Jane and I have just finished laughing about the title of this blog. I was thinking of starting a column for a local newspaper with this as my working title. After all, what questions do you ask a golem? Before I go on I must say that I just finished a short story about 20 pages long tentatively called, “The Dis-Enchanted Golem,” the hyphen having importance. It is a part of a working collection of new short stories called, again tentatively, “Tales of the Holocaust and other Fun Stories.” In any case a golem is a kind of dolt made up out of clay, mud, earth. During the medieval period he was invoked by Cabalists (pre-Madonna kind) during moments of great jeopardy for Jewish communities which essentially is the last 2,000 years. The golem’s task was to slay those Christians who had killed Jews or were about to do so.
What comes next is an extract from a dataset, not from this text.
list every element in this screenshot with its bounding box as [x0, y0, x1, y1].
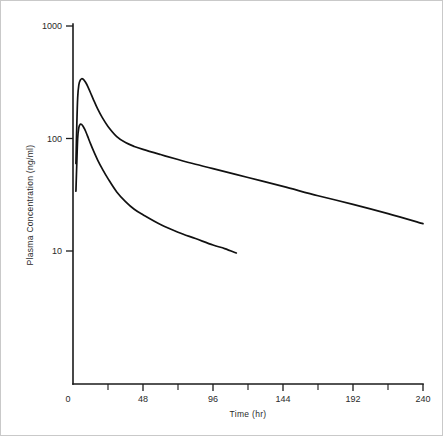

To those of you who know more than I do about this creature, hold your horses. In any case I wanted to write a story about a golem. Inaccurate. I began to takes notes and the story just began and over three days it was finished. I will leave it to cool down and come back to it later. However, the questions I raised in the story are still with me. What is a golem except a mudpie without a neshamah, a soul? What does this jewish robot feel about killing? What happens to the Jew who brings him forth? Is he a Dr. Frankenstein? And what happens psychologically, emotionally, to the golem? Mary Shelley’s story has the influence of the Jewish golem tradition within its fabric, I give you as an aside. So, my story deals with ethical questions, explores the “feelings” of the golem as avenger? Jews invoke monsters periodically because as Jews in medieval times they could not have arms in the ghettoes of Europe. They were defenseless except in the one place goyim could not get at — their powers of conceptualization. I see the golem as a product of the Diaspora, a product of Jewry of the Middle Ages.
So reader what questions might you ask a golem. Dick Cheyney is a goyish golem. What might you ask him? A neshamah he does not have, I say with a pronounced Yiddish inflection. The golem in my story is the monster asking or beginning to ask questions of his creator — on the way to awareness, a recurrent theme in my writing, on the yellow brick road to owning a soul. I have another story which deals with a golem and I am beginning to consider that the golem has meaning for me beyond that of a story feature. Metaphorically we might argue that we are all born as golems and that our task is to acquire intention and soul, otherwise we remain sodden and sullen, clay dolts throughout our years. I am an educated golem, for that is what I have done with my life. As to wisdom? As to compassion? As to ethics and values? Issues for me, not you, to explore. However, would it not be interesting to have a golem columnist, coming to ideas and questions from his readers with the perspective of a golem?
“Dear Golem: Should I marry a man who is of the Christian faith?” Golem: “Go ahead. Who knows but one day I may be called forth to kill the son-of-a bitch.”
Dear Golem: Should I convert to my husband’s faith. He is Jewish. Golem: “Why would you choose to take on such a burden?”
I am open to other Golem repartee — just email this site.
In “The Dis-Enchanted Golem” our golem is invoked by a tsaddik which is a good and pious man who knows the Cabala. The story really is an examination by me of what it is to be a creature destined to avenge and subject to his creator’s needs. It is, I suppose, a story about will and the awakening of intelligence. I have written several stories of late about Holocaust victims and Holocaust experiences, trying to dwell deeper into that horror show of the Twentieth Century. The golem is a fanciful tradition that reveals the Jewish mind’s attempt to cope with the horrors they came upon. Why not create a monster to seek out and kill one’s pursuers? Yet, from what I have read, there were rules and regulations, the rational side of the Jewish mystical tradition. The golem is raised, Frankenstein is made. Historian Jay Gonen in his Psychohistory of Zionism suggested that like the Golem, “Israel was created to protect the physical safety of Jews through the use of physical power. In this allegorical fashion, Golem still lives.”
ASK THE GOLEM: Dear Golem: “What do you think of the ‘The Terminator’ in the movies? Golem: “As a robot he talks too much, thinks too little, acts too much; he is misdirected, flamboyant and purpose driven only. Personally, es zol dir farshporn fun fornt un fun hintn — you should be blocked up from in front and from behind.